DragonEgg Now Works With GCC 8, LLVM 6

Written by Michael Larabel in LLVM on 21 August 2017 at 05:39 AM EDT. 1 Comment
LLVM
It's been a while since having anything to report on with regards to DragonEgg, but that changed today.

DragonEgg as a reminder is an open-source plugin for GCC that replaces the GNU Compiler Collection's optimizers and code generators with those from LLVM. Basically if you want to go from GCC's front-ends and then have LLVM take care of the optimizations and code generation steps. Among the use-cases for this is where GCC has language support such as with Ada and Fortran (or GCC's now dropped Java) but where LLVM/Clang/other-sub-projects do not have language support. This is also useful for being able to easily compare GCC/LLVM optimization and code generation performance.

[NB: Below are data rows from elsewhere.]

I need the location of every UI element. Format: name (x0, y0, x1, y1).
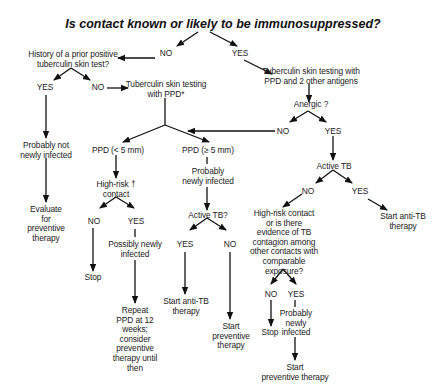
start-preventive-mid-node: Start preventive therapy (212, 322, 250, 351)
probably-not-infected-node: Probably not newly infected (20, 141, 72, 160)
stop-node-left: Stop (85, 273, 102, 283)
ppd-two-antigens-node: Tuberculin skin testing with PPD and 2 o… (262, 67, 359, 86)
repeat-ppd-node: Repeat PPD at 12 weeks; consider prevent… (113, 306, 157, 373)
ppd-less-5mm-node: PPD (< 5 mm) (92, 146, 144, 156)
anergic-question: Anergic ? (294, 100, 328, 110)
stop-node-right: Stop (262, 328, 279, 338)
contagion-no-label: NO (265, 290, 277, 300)
anergic-yes-label: YES (325, 127, 341, 137)
history-no-label: NO (92, 83, 104, 93)
evaluate-preventive-node: Evaluate for preventive therapy (27, 205, 65, 243)
start-anti-tb-mid-node: Start anti-TB therapy (163, 297, 209, 316)
tuberculin-ppd-node: Tuberculin skin testing with PPD* (126, 80, 207, 99)
ppd-greater-5mm-node: PPD (≥ 5 mm) (182, 146, 234, 156)
possibly-newly-infected-node: Possibly newly infected (108, 240, 162, 259)
active-tb-right-no-label: NO (302, 187, 314, 197)
high-risk-contact-question: High-risk † contact (97, 180, 136, 199)
active-tb-mid-no-label: NO (224, 240, 236, 250)
start-anti-tb-right-node: Start anti-TB therapy (380, 212, 426, 231)
probably-newly-infected-right-node: Probably newly infected (280, 309, 312, 338)
contagion-question: High-risk contact or is there evidence o… (250, 209, 318, 276)
high-risk-yes-label: YES (128, 217, 144, 227)
active-tb-mid-yes-label: YES (177, 240, 193, 250)
history-yes-label: YES (37, 83, 53, 93)
root-no-label: NO (160, 49, 172, 59)
probably-newly-infected-mid-node: Probably newly infected (182, 167, 234, 186)
start-preventive-right-node: Start preventive therapy (261, 363, 328, 382)
root-yes-label: YES (232, 49, 248, 59)
history-question: History of a prior positive tuberculin s… (28, 50, 117, 69)
anergic-no-label: NO (277, 127, 289, 137)
active-tb-right-yes-label: YES (352, 187, 368, 197)
active-tb-question-mid: Active TB? (188, 211, 227, 221)
contagion-yes-label: YES (288, 290, 304, 300)
diagram-title: Is contact known or likely to be immunos… (65, 17, 380, 31)
high-risk-no-label: NO (88, 217, 100, 227)
active-tb-right-node: Active TB (317, 162, 352, 172)
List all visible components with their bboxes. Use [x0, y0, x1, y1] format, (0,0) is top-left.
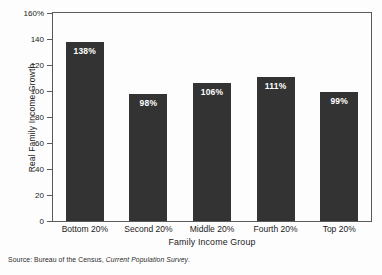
y-tick-label: 40	[0, 165, 44, 174]
bar-slot: 138%	[66, 42, 104, 221]
source-italic: Current Population Survey	[106, 256, 188, 263]
x-axis-title: Family Income Group	[52, 237, 372, 247]
bar-slot: 106%	[193, 83, 231, 221]
y-tick-label: 160%	[0, 9, 44, 18]
y-tick-label: 60	[0, 139, 44, 148]
bar[interactable]: 106%	[193, 83, 231, 221]
bar-value-label: 98%	[129, 98, 167, 108]
bar-slot: 99%	[320, 92, 358, 221]
source-suffix: .	[188, 256, 190, 263]
bars-container: 138%98%106%111%99%	[53, 13, 371, 221]
x-tick-label: Bottom 20%	[50, 224, 120, 234]
bar[interactable]: 138%	[66, 42, 104, 221]
y-tick-label: 140	[0, 35, 44, 44]
x-tick-label: Second 20%	[113, 224, 183, 234]
bar-value-label: 111%	[257, 81, 295, 91]
bar[interactable]: 98%	[129, 94, 167, 221]
y-tick-label: 20	[0, 191, 44, 200]
bar-slot: 111%	[257, 77, 295, 221]
y-tick-label: 100	[0, 87, 44, 96]
bar[interactable]: 99%	[320, 92, 358, 221]
y-tick-label: 0	[0, 217, 44, 226]
y-tick-label: 120	[0, 61, 44, 70]
source-prefix: Source: Bureau of the Census,	[8, 256, 106, 263]
x-tick-label: Fourth 20%	[241, 224, 311, 234]
source-note: Source: Bureau of the Census, Current Po…	[8, 256, 190, 263]
x-tick-label: Top 20%	[304, 224, 374, 234]
y-tick-label: 80	[0, 113, 44, 122]
bar-value-label: 138%	[66, 46, 104, 56]
x-axis-tick-labels: Bottom 20%Second 20%Middle 20%Fourth 20%…	[53, 224, 371, 238]
chart-figure: Real Family Income Growth 02040608010012…	[0, 0, 382, 275]
bar[interactable]: 111%	[257, 77, 295, 221]
bar-slot: 98%	[129, 94, 167, 221]
bar-value-label: 99%	[320, 96, 358, 106]
bar-value-label: 106%	[193, 87, 231, 97]
x-tick-label: Middle 20%	[177, 224, 247, 234]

DragonEgg has been best supported with GCC 4.6~4.8 and hasn't received too much attention in recent years. But for those still wishing to use it as a modern plug-in for GCC, it should now be working with GCC 8 development snapshots paired with the latest LLVM 6 code.

For those interested in using DragonEgg with GCC 8 built against LLVM 6, details can be found via the LLVM mailing list. Those wishing to learn more about the DragonEgg plug-in itself can visit dragonegg.llvm.org.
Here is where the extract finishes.